Suddenly the seven hundred scales for my expedition were an impossible, insurmountable, sum once added to the baronet's fifteen hundred.
Tyella.
I had to try. Fortunately, I knew a guy.
"You have my sincere apologies, Lord Clasicant," Bithzok Durmakson, a dwarven officer of accounts, assured me in hushed tones of embarrassment. Even cloistered in one of the bank's many confidential alcoves, passersby may have been within hearing if our voices raised unnecessarily. He slid thick fingers along the last several entries in my ledger, illustrating the bad news with unfortunate finality. "No new deposits in almost two years, and the interest bearing principle in your account has dipped far too low for me to authorize any notes in excess of three hundred scales without a sale of bonds."
"You're sure?" I cringed. "Please check again. The proceeds from my silk shipment eighteen months ago surely—"
"Forty eight hundred scales, my lord," he agreed, punctuating the figure crisply with a poke at the last positive entry in my ledger. His flawless figures were round and tidy, not unlike the small fellow himself. "But you have spent nearly 94 percent of that deposit since then, leaving your account three hundred scales until your next annuity."
Bithzok was a friendly acquaintance of mine who had been helping me with my accounts since retiring from the Wandeers to pursue his love of shiny yellow metal. Working for the Crown Bank gave him the opportunity to count, organize and grow mountains of the stuff for his clients.
"I see," I said, deflating. Without liquor, and living at the Ill'Enniniess Hall, I could live off three hundred scales almost indefinitely. With the money I owed Sir Divon, however, I was in real trouble.
"Listen Rip," Bithzok confided, catching my left shoulder in his broad, bony hand. "I know it seems bleak, but this is the first time in a while you've seemed willing to hear what I have to say. Might I test your patience with a bit of advice?"
"Of course," I allowed, glaring at the ledger as if I could burn away the debits on my account.

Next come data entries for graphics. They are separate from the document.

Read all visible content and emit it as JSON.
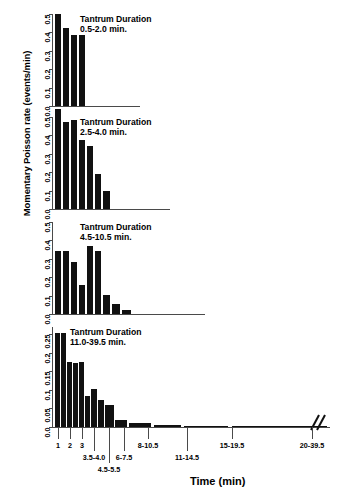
{
  "chart_data": {
    "type": "bar",
    "title": "",
    "xlabel": "Time (min)",
    "ylabel": "Momentary Poisson rate (events/min)",
    "grid": false,
    "legend": "none",
    "panels": [
      {
        "label": "Tantrum Duration\n0.5-2.0 min.",
        "title_line1": "Tantrum Duration",
        "title_line2": "0.5-2.0 min.",
        "ylim": [
          0,
          0.5
        ],
        "yticks": [
          "0.0",
          "0.1",
          "0.2",
          "0.3",
          "0.4",
          "0.5"
        ],
        "ytickvals": [
          0.0,
          0.1,
          0.2,
          0.3,
          0.4,
          0.5
        ],
        "categories": [
          "1",
          "2",
          "3",
          "3.5-4.0"
        ],
        "values": [
          0.5,
          0.425,
          0.385,
          0.385
        ]
      },
      {
        "label": "Tantrum Duration\n2.5-4.0 min.",
        "title_line1": "Tantrum Duration",
        "title_line2": "2.5-4.0 min.",
        "ylim": [
          0,
          0.5
        ],
        "yticks": [
          "0.0",
          "0.1",
          "0.2",
          "0.3",
          "0.4",
          "0.5"
        ],
        "ytickvals": [
          0.0,
          0.1,
          0.2,
          0.3,
          0.4,
          0.5
        ],
        "categories": [
          "1",
          "2",
          "3",
          "3.5-4.0",
          "4.5-5.5",
          "6-7.5",
          "8-10.5"
        ],
        "values": [
          0.545,
          0.475,
          0.485,
          0.375,
          0.345,
          0.19,
          0.1
        ]
      },
      {
        "label": "Tantrum Duration\n4.5-10.5 min.",
        "title_line1": "Tantrum Duration",
        "title_line2": "4.5-10.5 min.",
        "ylim": [
          0,
          0.5
        ],
        "yticks": [
          "0.0",
          "0.1",
          "0.2",
          "0.3",
          "0.4",
          "0.5"
        ],
        "ytickvals": [
          0.0,
          0.1,
          0.2,
          0.3,
          0.4,
          0.5
        ],
        "categories": [
          "1",
          "2",
          "3",
          "3.5-4.0",
          "4.5-5.5",
          "6-7.5",
          "8-10.5",
          "11-14.5",
          "15-19.5"
        ],
        "values": [
          0.345,
          0.345,
          0.285,
          0.155,
          0.37,
          0.34,
          0.105,
          0.055,
          0.02
        ]
      },
      {
        "label": "Tantrum Duration\n11.0-39.5 min.",
        "title_line1": "Tantrum Duration",
        "title_line2": "11.0-39.5 min.",
        "ylim": [
          0,
          0.27
        ],
        "yticks": [
          "0.0",
          "0.05",
          "0.1",
          "0.15",
          "0.2",
          "0.25"
        ],
        "ytickvals": [
          0.0,
          0.05,
          0.1,
          0.15,
          0.2,
          0.25
        ],
        "categories": [
          "1",
          "2",
          "3",
          "3.5-4.0",
          "4.5-5.5",
          "6-7.5",
          "8-10.5",
          "11-14.5",
          "15-19.5",
          "20-39.5"
        ],
        "values": [
          0.255,
          0.255,
          0.175,
          0.172,
          0.175,
          0.085,
          0.102,
          0.072,
          0.06,
          0.018,
          0.012,
          0.006,
          0.004,
          0.002
        ]
      }
    ],
    "xaxis_labels": [
      "1",
      "2",
      "3",
      "3.5-4.0",
      "4.5-5.5",
      "6-7.5",
      "8-10.5",
      "11-14.5",
      "15-19.5",
      "20-39.5"
    ],
    "axis_break": true
  }
}
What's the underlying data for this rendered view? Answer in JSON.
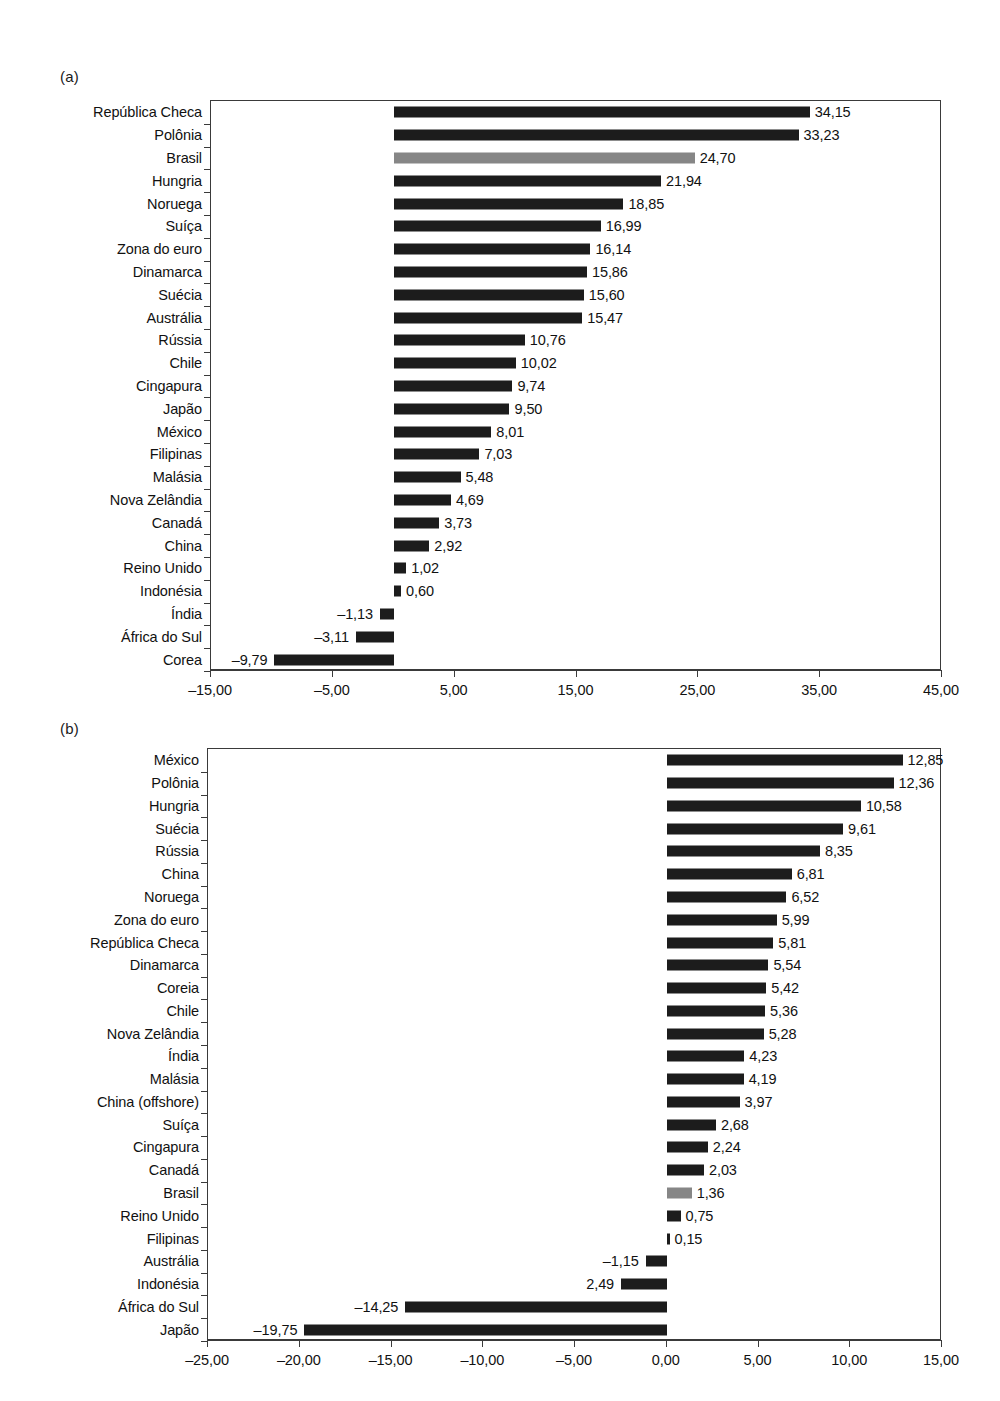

"Your position is not terrible," he lied. "Most of your creditors have cashed out your debt in recent years, so aside from Sir Divon, you really don't owe more than a few thousand, and most of that to personal friends. I wouldn't advise borrowing any more from them, but why not ask Sir Divon for another two weeks?" When my face pursed unhappily, he asked, "Your expedition to Antondeak is due to return this month, is it not?"
"If all goes well, it may," I confirmed. The last time I had checked my correspondence from Andondeak was nearly eight months gone, but I didn't say so.
"The prices of Lundoran spice are quite high this season," he said, as if this would solve my problems. "Pay the baronet then, turn the remaining proceeds into silk caravans staggered by a month or two, and bide your time. With careful husbandry, your fortune will return."
"I would sooner cut off my ears than tell Divon I don't have the money," I groused. "It would also falsify the polite pretense that I was oblivious of the loan's due date. What's my alternative?"
Bithzok breathed deeply, rolled slate gray eyes and exhaled in a whoosh that blew his long, salted mustache away from his face. "I wouldn't recommend it as it would disrupt your annuity, but you might sell some bonds to pay the current debt, and reinvest once your expedition returns... however—"
"Do it," I said, cutting him off and ignoring the accusations of folly in Bithzok's eyes.
I wasn't usually so impulsive. I liked to look for the logical, fully realized solution; the winning stroke. But broke was broke, and Ella had a century's head start.
"Rip, my friend, please reconsider," Bithzok groaned. "Your bonds have been invested since before I had whiskers! You will lose a fortune in potential prof—"
"How quickly can I have the notes?" I pushed, interrupting again. Like pulling a bandage from a dry wound.